Otherwise, it copies the file to the new location and deletes the original. If an error occurs during this copy-and-delete process, you may be left with a possibly partial copy of the file under the destination name.
You may use the mv alias for this function in the same way that you may use the cp alias for copy. File::Copy also provides the syscopy routine, which copies the file specified in the first parameter to the file specified in the second parameter, preserving OS-specific attributes and file structure. For Unix systems, this is equivalent to the simple copy routine, which doesn't preserve OS-specific attributes.
For VMS systems, this calls the rmscopy routine see below. For Win32 systems, this calls WinCopyFile. If both arguments to copy are not file handles, then copy will perform a "system copy" of the input file to a new output file, in order to preserve file attributes, indexed file structure, etc.
The buffer size parameter is ignored. If either argument to copy is a handle to an opened file, then data is copied using Perl operators, and no effort is made to preserve file attributes or record structure. The first and second arguments may be strings, typeglobs, typeglob references, or objects inheriting from IO::Handle; they are used in all cases to obtain the filespec of the input and output files, respectively.
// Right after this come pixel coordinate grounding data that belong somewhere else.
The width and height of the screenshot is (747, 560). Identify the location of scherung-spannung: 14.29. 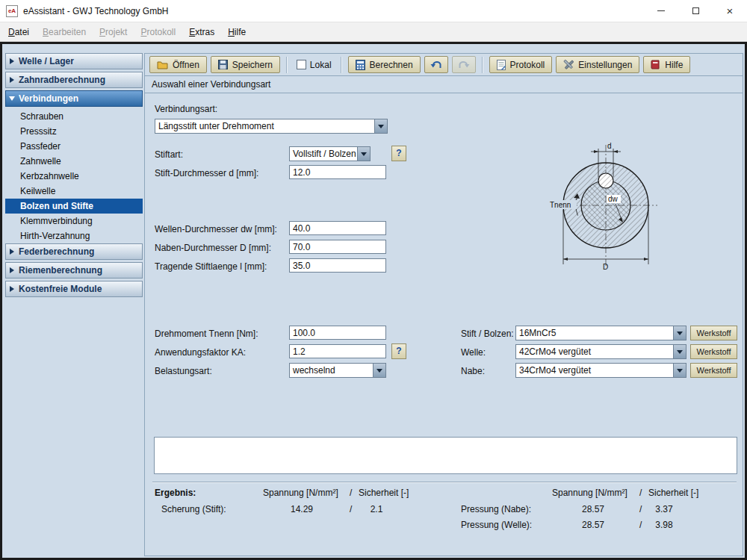
(302, 509).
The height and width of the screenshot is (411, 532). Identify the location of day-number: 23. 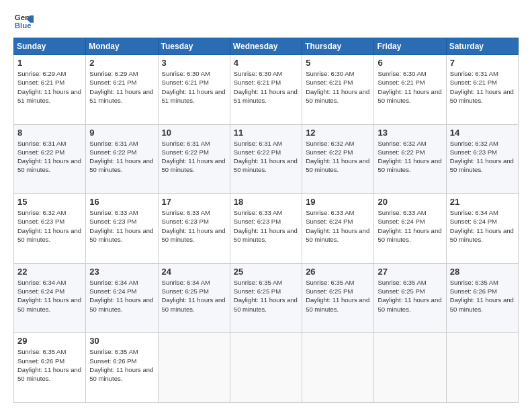
(122, 271).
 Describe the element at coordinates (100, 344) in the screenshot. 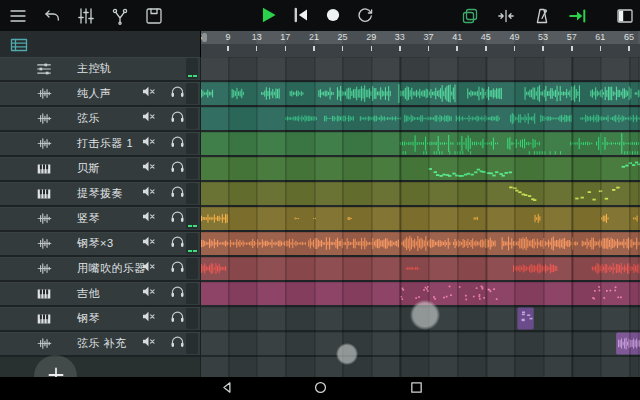

I see `track-row-12: 弦乐 补充` at that location.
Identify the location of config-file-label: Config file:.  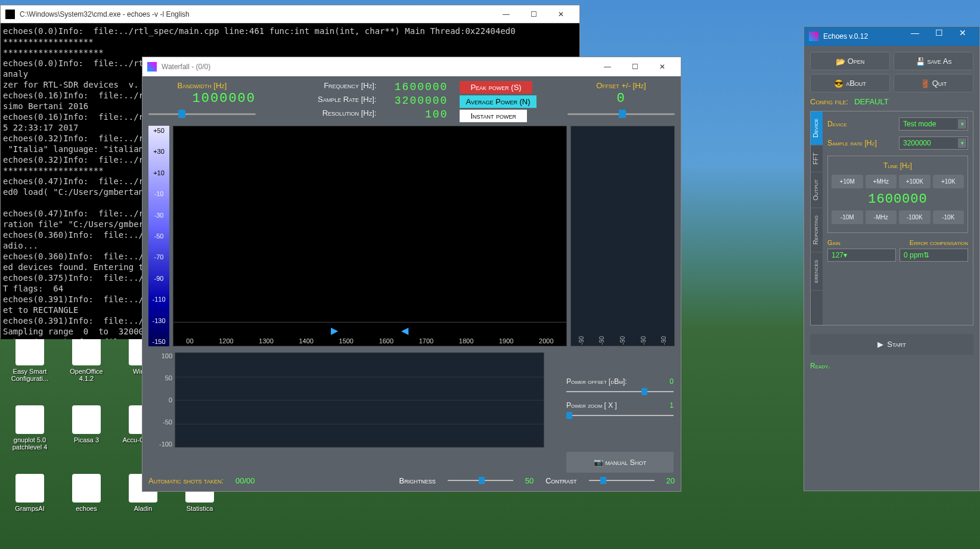
(829, 101).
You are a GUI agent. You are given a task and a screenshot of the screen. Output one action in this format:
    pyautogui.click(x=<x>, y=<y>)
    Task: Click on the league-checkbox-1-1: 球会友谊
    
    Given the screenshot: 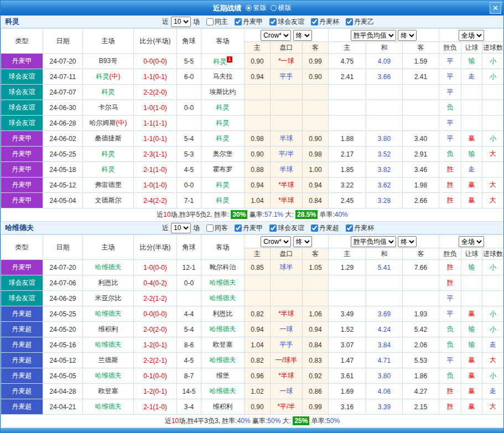 What is the action you would take?
    pyautogui.click(x=287, y=228)
    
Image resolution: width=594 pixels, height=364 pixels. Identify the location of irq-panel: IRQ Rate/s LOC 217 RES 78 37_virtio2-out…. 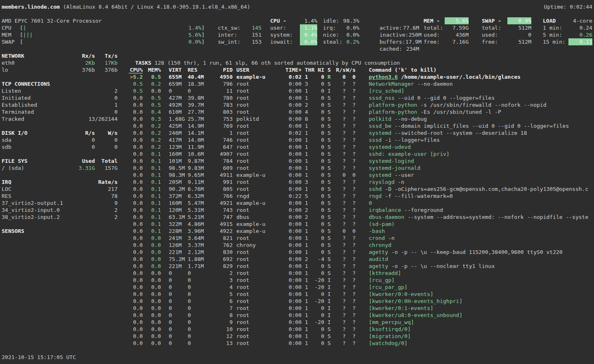
(59, 200).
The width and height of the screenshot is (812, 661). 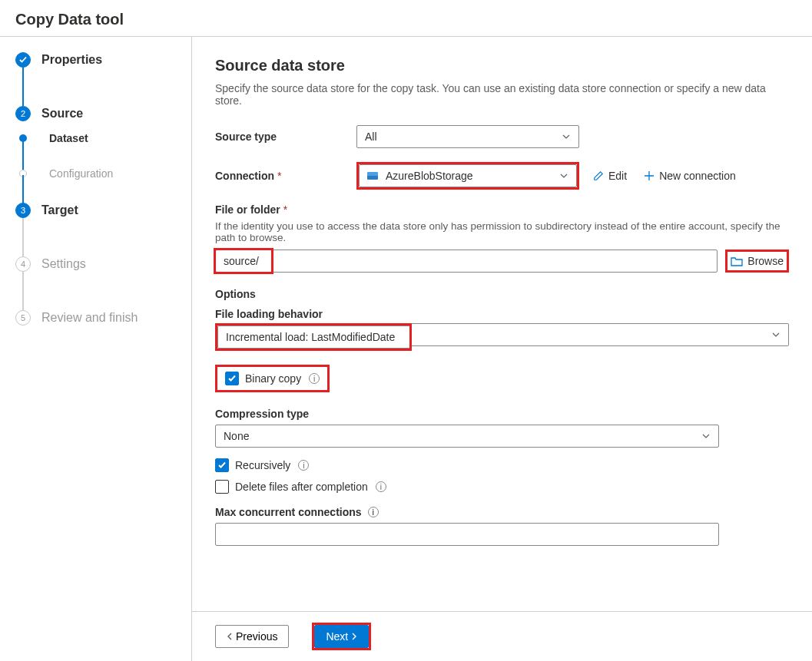 I want to click on step-properties: Properties, so click(x=103, y=66).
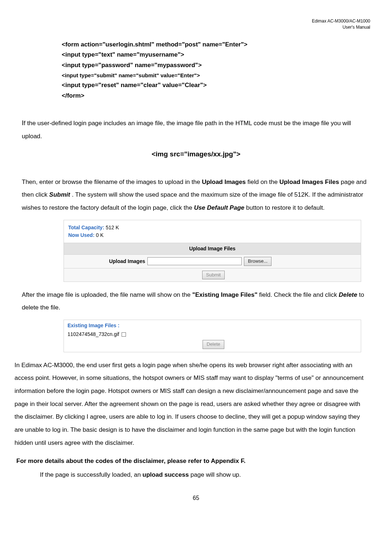 Image resolution: width=392 pixels, height=554 pixels. What do you see at coordinates (192, 404) in the screenshot?
I see `paragraph-4: In Edimax AC-M3000, the end user first g…` at bounding box center [192, 404].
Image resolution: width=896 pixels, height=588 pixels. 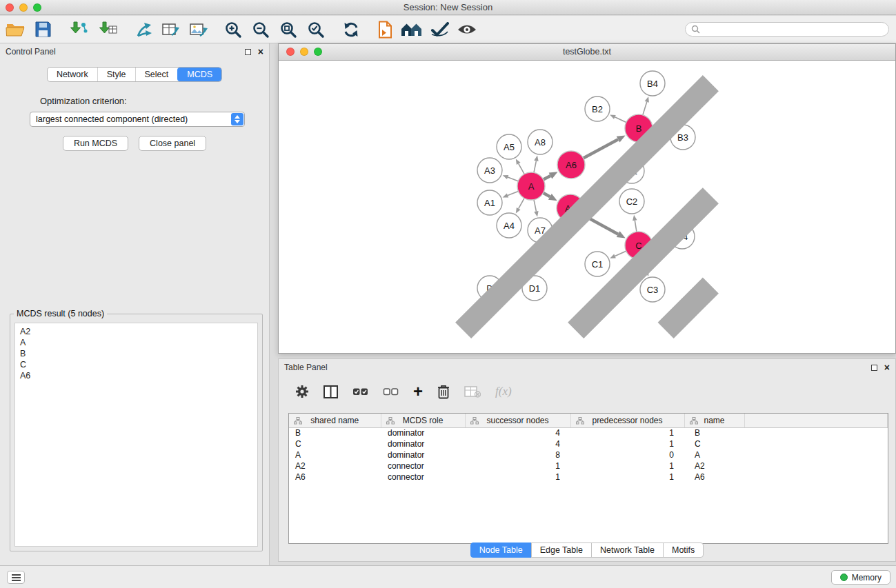 I want to click on tab-style: Style, so click(x=116, y=74).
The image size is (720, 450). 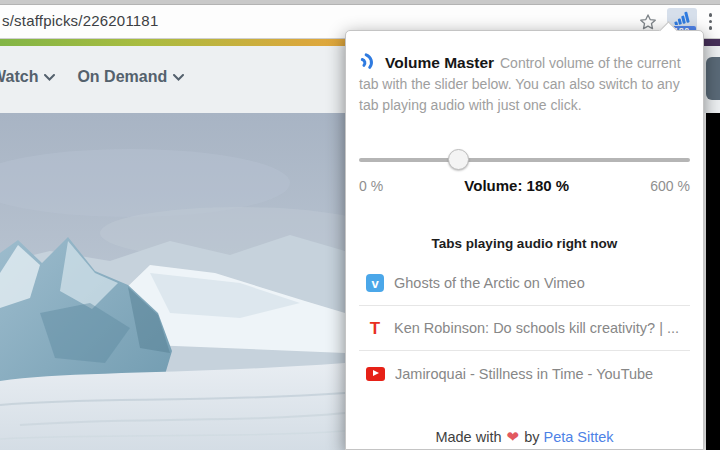 I want to click on slider-min-label: 0 %, so click(x=371, y=186).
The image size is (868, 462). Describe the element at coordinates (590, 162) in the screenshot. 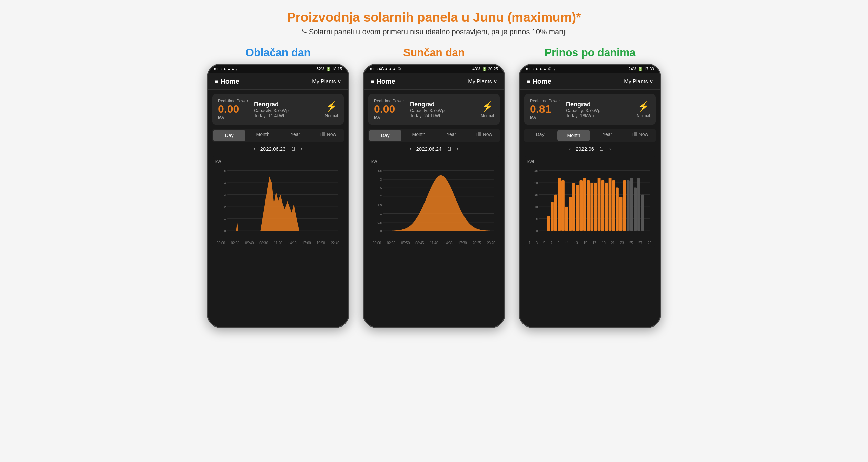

The name and type of the input file are used as defaults for the output file, if necessary. A new version of the output file is always created, which inherits the structure and RMS attributes of the input file, except for owner and protections and possibly timestamps; see below. All data from the input file is copied to the output file; if either of the first two parameters to rmscopy is a file handle, its position is unchanged. Note that this means a file handle pointing to the output file will be associated with an old version of that file after rmscopy returns, not the newly created version.
It is similar to the rm command in Unix or the del command in Windows. For full documentation see perldoc -f unlink. The standard way to copy a file is to use the copy function of File::Copy.
For documentation visit perldoc File::Copy. Toggle navigation Perl Maven. Standard output, standard error and command line redirection Warning when something goes wrong What does die do? Unknown warnings category Can't use string Symbolic references in Perl Can't locate For Win32 systems, this calls WinCopyFile.
If both arguments to copy are not file handles, then copy will perform a "system copy" of the input file to a new output file, in order to preserve file attributes, indexed file structure, etc. The buffer size parameter is ignored. If either argument to copy is a handle to an opened file, then data is copied using Perl operators, and no effort is made to preserve file attributes or record structure.
The first and second arguments may be strings, typeglobs, typeglob references, or objects inheriting from IO::Handle; they are used in all cases to obtain the filespec of the input and output files, respectively. The name and type of the input file are used as defaults for the output file, if necessary.
A new version of the output file is always created, which inherits the structure and RMS attributes of the input file, except for owner and protections and possibly timestamps; see below. All data from the input file is copied to the output file; if either of the first two parameters to rmscopy is a file handle, its position is unchanged. Note that this means a file handle pointing to the output file will be associated with an old version of that file after rmscopy returns, not the newly created version.
The third parameter is an integer flag, which tells rmscopy how to handle timestamps. If the third parameter to rmscopy is 0, then it behaves much like the DCL COPY command: if the name or type of the output file was explicitly specified, then no timestamps are propagated, but if they were taken implicitly from the input filespec, then all timestamps other than the revision date are propagated. If this parameter is not supplied, it defaults to 0.
Like copy , rmscopy returns 1 on success. Before calling copy or move on a filehandle, the caller should close or flush the file to avoid writes being lost.
Note that this is the case even for move , because it may actually copy the file, depending on the OS-specific implementation, and the underlying filesystem s.